I've read that even at "off" it still lets air in which is fine. I filled the firebox to the max, shut off the primary air and went to bed and when I woke up about 8 hours later there was nothing but coals and ash left. I have the Outside Air Kit hooked up so guessing that helps. My question is given how hot it seems to run and how quickly the wood burns do I need a flue damper to control the draft better? I don't know how much moisture the wood has since my moisture meter won't be here till today. If anyone has any recommendations how to burn the Heritage, i.e. flue damper, primary air % please feel free to chime in.

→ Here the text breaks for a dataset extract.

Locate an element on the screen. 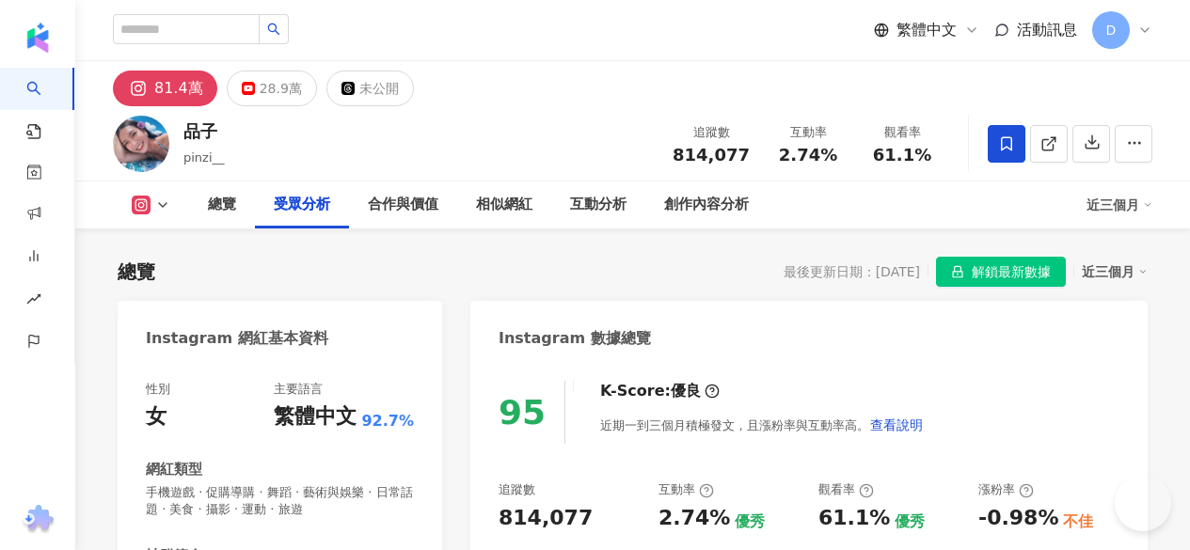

Thanks.

Oh also does anyone who has a Heritage have a recommendation for what thermometer to use on top of the soapstone? Says to put it on the center top stone.
 
Search getting a hearthstone up to 600. Browning wrote a nice write up, and he advocates the use of one. I think his chimney maybe similar as well.

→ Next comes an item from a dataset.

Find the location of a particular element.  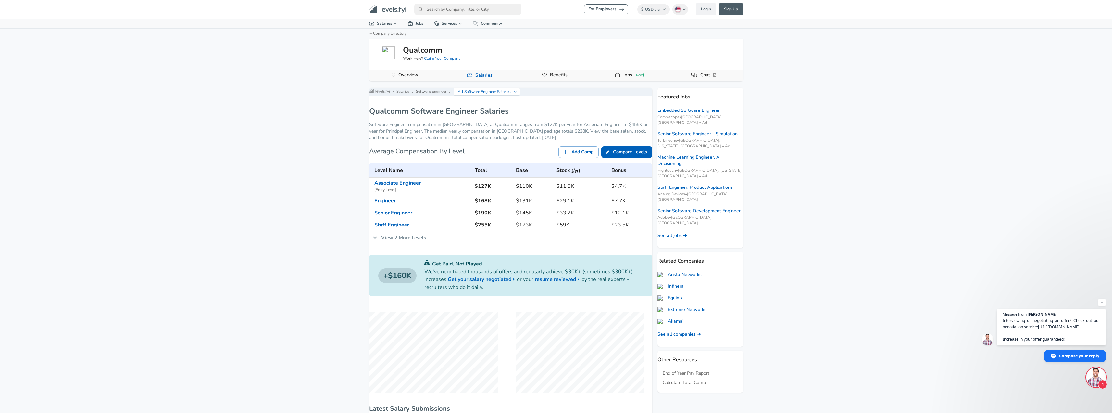

a: Get your salary negotiated is located at coordinates (482, 279).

Standard magnetic surface hermometer works. Condar makes them, rutland too. Tel-tru makes some as well a bit more sensative and pricey.
 
I would put one in for safety reasons in case you ever need it to slow things down then you can play around with it to see if it improves your stoves operation.
 
Your chimney height is right about at the area where a damper
is probably recommended. If you install it & it doesn't make
a difference, you can always leave it in the full open position.
 
I'm burning in a Heritage. I don't have a damper, but I have thought about it. Shutting down the primary air is a good control, but I wonder when she's burning super hot with secondaries how much heat could be saved.
 
firecracker_77 said:
I'm burning in a Heritage. I don't have a damper, but I have thought about it. Shutting down the primary air is a good control, but I wonder when she's burning super hot with secondaries how much heat could be saved.
Yeah I filled it up and within a couple hours it was almost at 600 without even trying, had to dial it back. I may install a damper sooner if it keeps burning as crazy as it does.
 
Yes, you need a damper. I wish I had one on my minimum length 14 foot chimney. I can't keep the flue gasses below 850 with the intake shut to zero. The owner's manual actually tells you how to determine whether you need a damper but at 25 feet you are there.

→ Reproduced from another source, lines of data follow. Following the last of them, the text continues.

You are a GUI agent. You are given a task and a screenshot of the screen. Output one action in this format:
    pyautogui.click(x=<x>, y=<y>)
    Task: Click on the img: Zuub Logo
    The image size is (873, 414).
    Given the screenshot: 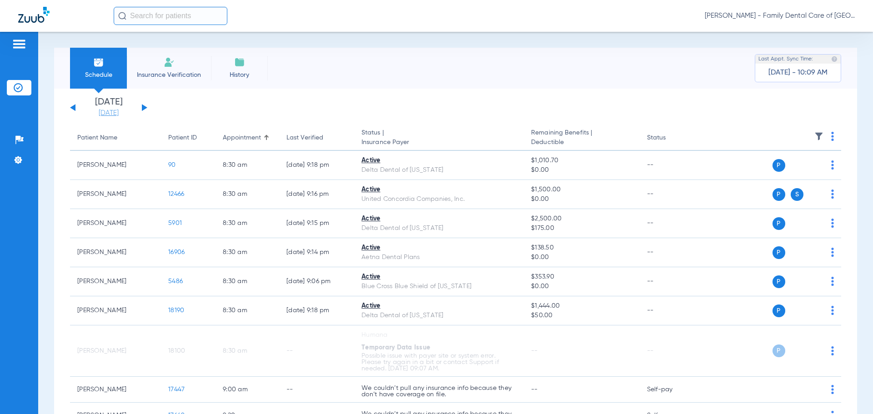 What is the action you would take?
    pyautogui.click(x=34, y=15)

Any surface temp reading meter is fine. How do you know you hit 600 without one? Anyway, I started with a rutland and swapped it to a nicer looking condar and when it self destructed went back to a rutland. All were originally intended to be magnetic and stick to a metal surface but I just set them on the stone per the manual.

There is really very little control over this EPA stove, it is either hot near 500 or out of fuel. The only time you will really mess with the air control is when starting or reloading the stove, then you will be running at somewhere between 1/2" open and completely closed.
 
Highbeam said:
Yes, you need a damper. I wish I had one on my minimum length 14 foot chimney. I can't keep the flue gasses below 850 with the intake shut to zero. The owner's manual actually tells you how to determine whether you need a damper but at 25 feet you are there.

Any surface temp reading meter is fine. How do you know you hit 600 without one? Anyway, I started with a rutland and swapped it to a nicer looking condar and when it self destructed went back to a rutland. All were originally intended to be magnetic and stick to a metal surface but I just set them on the stone per the manual.

There is really very little control over this EPA stove, it is either hot near 500 or out of fuel. The only time you will really mess with the air control is when starting or reloading the stove, then you will be running at somewhere between 1/2" open and completely closed.

A tall chimney creates wonderful draft Mine is probably about 25 feet. As the Woodstock brochure points out, your stack is the engine and the taller the stack within reason, the better the draft.
 
Unfortunately for us and our non-cats, that high draft equates to a runaway stove. For a woodstock it is a good thing since they are all cat stoves with intake air controls that actually shut down the air supply almost completely. With a strong chimney and controllable intake you can choose the rate of burn and that it wonderful.